A clattering of iron bars before the brawl in a slaughter house - that’s how Preoccupations’ latest roars into life on opener ‘Espionage’. Aggressive, unsettling, intense and emotionally-tearing, it’s very much business as usual for the Calgary outfit. ‘Decompose’ and ‘Disarray’ offers some of the lighter shades in the palette, tunefully mixing Matt Fegel’s harmonious disenchantment with sparkling synths and driving percussion pushing them into the territory of Joy Division or The Chameleons.
Opening track "Espionage" starts off with distant, revered percussion that recalls early Liars , but changes instantaneously, welcomed by warm, lush snyths. Subtly, it's these types of incorporations on New Material that offer a sense of redirection for Preoccupations . Their writing process is gradual, not immediate - and for them, it's a technique that they are slowly beginning to master.

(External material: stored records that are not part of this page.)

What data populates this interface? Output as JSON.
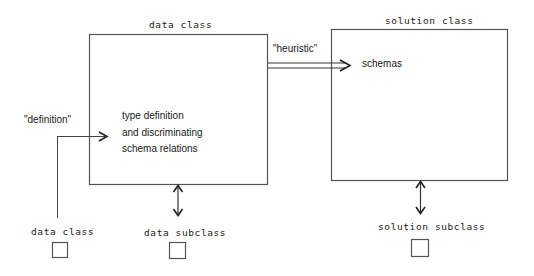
{
  "diagram": {
    "data_box": {
      "title": "data class",
      "lines": [
        "type definition",
        "and discriminating",
        "schema relations"
      ]
    },
    "solution_box": {
      "title": "solution class",
      "content": "schemas"
    },
    "edges": {
      "definition_label": "\"definition\"",
      "heuristic_label": "\"heuristic\""
    },
    "nodes": {
      "data_class_label": "data class",
      "data_subclass_label": "data subclass",
      "solution_subclass_label": "solution subclass"
    },
    "colors": {
      "stroke": "#444444",
      "text": "#1a1a1a",
      "background": "#ffffff"
    }
  }
}
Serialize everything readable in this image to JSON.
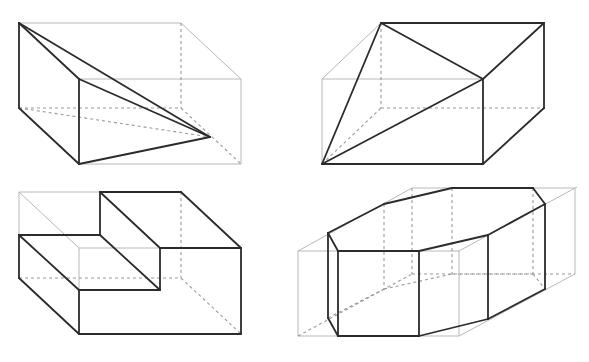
{
  "diagram": {
    "title": "",
    "colors": {
      "heavy_edge": "#2b2b2b",
      "light_edge": "#b8b8b8",
      "hidden_edge": "#9a9a9a",
      "background": "#ffffff"
    },
    "figures": [
      {
        "id": "fig-top-left",
        "name": "tetrahedron-in-box-a",
        "box": {
          "back_top_left": [
            19,
            23
          ],
          "back_top_right": [
            181,
            23
          ],
          "back_bottom_left": [
            19,
            108
          ],
          "back_bottom_right": [
            181,
            108
          ],
          "front_top_left": [
            79,
            79
          ],
          "front_top_right": [
            241,
            79
          ],
          "front_bottom_left": [
            79,
            164
          ],
          "front_bottom_right": [
            241,
            164
          ]
        },
        "apex": [
          210,
          137
        ],
        "heavy_edges": [
          [
            [
              19,
              23
            ],
            [
              19,
              108
            ]
          ],
          [
            [
              19,
              108
            ],
            [
              79,
              164
            ]
          ],
          [
            [
              79,
              79
            ],
            [
              79,
              164
            ]
          ],
          [
            [
              19,
              23
            ],
            [
              79,
              79
            ]
          ],
          [
            [
              19,
              23
            ],
            [
              210,
              137
            ]
          ],
          [
            [
              79,
              79
            ],
            [
              210,
              137
            ]
          ],
          [
            [
              79,
              164
            ],
            [
              210,
              137
            ]
          ]
        ],
        "light_edges": [
          [
            [
              19,
              23
            ],
            [
              181,
              23
            ]
          ],
          [
            [
              181,
              23
            ],
            [
              241,
              79
            ]
          ],
          [
            [
              79,
              79
            ],
            [
              241,
              79
            ]
          ],
          [
            [
              241,
              79
            ],
            [
              241,
              164
            ]
          ],
          [
            [
              79,
              164
            ],
            [
              241,
              164
            ]
          ]
        ],
        "hidden_edges": [
          [
            [
              181,
              23
            ],
            [
              181,
              108
            ]
          ],
          [
            [
              19,
              108
            ],
            [
              181,
              108
            ]
          ],
          [
            [
              181,
              108
            ],
            [
              241,
              164
            ]
          ],
          [
            [
              19,
              108
            ],
            [
              210,
              137
            ]
          ]
        ]
      },
      {
        "id": "fig-top-right",
        "name": "tetrahedron-in-box-b",
        "box": {
          "back_top_left": [
            381,
            23
          ],
          "back_top_right": [
            544,
            23
          ],
          "back_bottom_left": [
            381,
            108
          ],
          "back_bottom_right": [
            544,
            108
          ],
          "front_top_left": [
            322,
            79
          ],
          "front_top_right": [
            483,
            79
          ],
          "front_bottom_left": [
            322,
            164
          ],
          "front_bottom_right": [
            483,
            164
          ]
        },
        "heavy_edges": [
          [
            [
              381,
              23
            ],
            [
              544,
              23
            ]
          ],
          [
            [
              544,
              23
            ],
            [
              483,
              79
            ]
          ],
          [
            [
              381,
              23
            ],
            [
              483,
              79
            ]
          ],
          [
            [
              544,
              23
            ],
            [
              544,
              108
            ]
          ],
          [
            [
              544,
              108
            ],
            [
              483,
              164
            ]
          ],
          [
            [
              483,
              79
            ],
            [
              483,
              164
            ]
          ],
          [
            [
              322,
              164
            ],
            [
              483,
              164
            ]
          ],
          [
            [
              322,
              164
            ],
            [
              381,
              23
            ]
          ],
          [
            [
              322,
              164
            ],
            [
              483,
              79
            ]
          ]
        ],
        "light_edges": [
          [
            [
              322,
              79
            ],
            [
              381,
              23
            ]
          ],
          [
            [
              322,
              79
            ],
            [
              483,
              79
            ]
          ],
          [
            [
              322,
              79
            ],
            [
              322,
              164
            ]
          ]
        ],
        "hidden_edges": [
          [
            [
              381,
              23
            ],
            [
              381,
              108
            ]
          ],
          [
            [
              381,
              108
            ],
            [
              544,
              108
            ]
          ],
          [
            [
              322,
              164
            ],
            [
              381,
              108
            ]
          ]
        ]
      },
      {
        "id": "fig-bottom-left",
        "name": "stepped-block",
        "heavy_edges": [
          [
            [
              100,
              192
            ],
            [
              181,
              192
            ]
          ],
          [
            [
              181,
              192
            ],
            [
              241,
              248
            ]
          ],
          [
            [
              100,
              192
            ],
            [
              100,
              235
            ]
          ],
          [
            [
              100,
              192
            ],
            [
              160,
              248
            ]
          ],
          [
            [
              19,
              235
            ],
            [
              100,
              235
            ]
          ],
          [
            [
              19,
              235
            ],
            [
              79,
              290
            ]
          ],
          [
            [
              100,
              235
            ],
            [
              160,
              290
            ]
          ],
          [
            [
              160,
              248
            ],
            [
              241,
              248
            ]
          ],
          [
            [
              160,
              248
            ],
            [
              160,
              290
            ]
          ],
          [
            [
              79,
              290
            ],
            [
              160,
              290
            ]
          ],
          [
            [
              19,
              235
            ],
            [
              19,
              278
            ]
          ],
          [
            [
              19,
              278
            ],
            [
              79,
              334
            ]
          ],
          [
            [
              79,
              290
            ],
            [
              79,
              334
            ]
          ],
          [
            [
              79,
              334
            ],
            [
              241,
              334
            ]
          ],
          [
            [
              241,
              248
            ],
            [
              241,
              334
            ]
          ]
        ],
        "light_edges": [
          [
            [
              19,
              192
            ],
            [
              100,
              192
            ]
          ],
          [
            [
              19,
              192
            ],
            [
              19,
              235
            ]
          ],
          [
            [
              19,
              192
            ],
            [
              79,
              248
            ]
          ],
          [
            [
              79,
              248
            ],
            [
              160,
              248
            ]
          ],
          [
            [
              79,
              248
            ],
            [
              79,
              290
            ]
          ]
        ],
        "hidden_edges": [
          [
            [
              181,
              192
            ],
            [
              181,
              278
            ]
          ],
          [
            [
              19,
              278
            ],
            [
              181,
              278
            ]
          ],
          [
            [
              181,
              278
            ],
            [
              241,
              334
            ]
          ]
        ]
      },
      {
        "id": "fig-bottom-right",
        "name": "octagonal-prism-in-box",
        "top_face": [
          [
            328,
            233
          ],
          [
            338,
            251
          ],
          [
            419,
            251
          ],
          [
            488,
            235
          ],
          [
            545,
            204
          ],
          [
            533,
            188
          ],
          [
            452,
            188
          ],
          [
            384,
            204
          ]
        ],
        "bottom_face": [
          [
            328,
            318
          ],
          [
            338,
            336
          ],
          [
            419,
            336
          ],
          [
            488,
            319
          ],
          [
            545,
            289
          ],
          [
            533,
            274
          ],
          [
            452,
            274
          ],
          [
            384,
            289
          ]
        ],
        "bounding_box": {
          "front_top_left": [
            298,
            251
          ],
          "front_top_right": [
            459,
            251
          ],
          "front_bottom_left": [
            298,
            336
          ],
          "front_bottom_right": [
            459,
            336
          ],
          "back_top_left": [
            412,
            188
          ],
          "back_top_right": [
            575,
            188
          ],
          "back_bottom_left": [
            412,
            274
          ],
          "back_bottom_right": [
            575,
            274
          ]
        }
      }
    ]
  }
}
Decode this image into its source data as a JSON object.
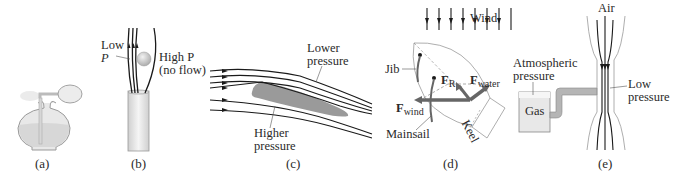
{
  "panels": [
    {
      "id": "a",
      "caption": "(a)",
      "subject": "perfume atomizer bottle"
    },
    {
      "id": "b",
      "caption": "(b)",
      "subject": "ball suspended in air jet",
      "labels": {
        "low_p_line1": "Low",
        "low_p_line2": "P",
        "high_p_line1": "High P",
        "high_p_line2": "(no flow)"
      }
    },
    {
      "id": "c",
      "caption": "(c)",
      "subject": "airfoil streamlines",
      "labels": {
        "lower_line1": "Lower",
        "lower_line2": "pressure",
        "higher_line1": "Higher",
        "higher_line2": "pressure"
      }
    },
    {
      "id": "d",
      "caption": "(d)",
      "subject": "sailboat forces",
      "labels": {
        "wind": "Wind",
        "jib": "Jib",
        "mainsail": "Mainsail",
        "keel": "Keel",
        "f_r": "F",
        "f_r_sub": "R",
        "f_water": "F",
        "f_water_sub": "water",
        "f_wind": "F",
        "f_wind_sub": "wind"
      }
    },
    {
      "id": "e",
      "caption": "(e)",
      "subject": "venturi / Bunsen gas flow",
      "labels": {
        "air": "Air",
        "atm_line1": "Atmospheric",
        "atm_line2": "pressure",
        "gas": "Gas",
        "low_line1": "Low",
        "low_line2": "pressure"
      }
    }
  ],
  "colors": {
    "line": "#1a1a1a",
    "gray_fill": "#9a9a9a",
    "light_fill": "#e4e4e4",
    "outline": "#8c8c8c"
  }
}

The band’s music is a reflection of this reality. Drummer Mike Wallace channels the floor tom primitivism of Mo Tucker and Bobby Gillespie while following the contours and jerking pulls of the rest of Preoccupations’ math rock erratics. Likewise, guitar duo Scott Munro and Daniel Christiansen arpeggiate and screech into dizzying post-goth strumming patterns.
Preoccupations walk a high wire. On the one hand, the Canadian post-punk quartet, who originally took their name from the brutal insurgent group the Viet Cong and only changed it three years into their career after extended protests, tend to come off casually apolitical. "We're just playing music," frontman Matt Flegel said regarding the name's backlash in a 2016 interview.
Right from the start, Preoccupations seemed sick of naming their music. After three (if you include their previous monikers Women and Vietcong) self-titled albums, here they are with the no-nonsense post-album-name New Material. While many bands take from vaguely similar post-punk influences - Preoccupations have, over their first two albums, carved themselves out a rather distinct sound.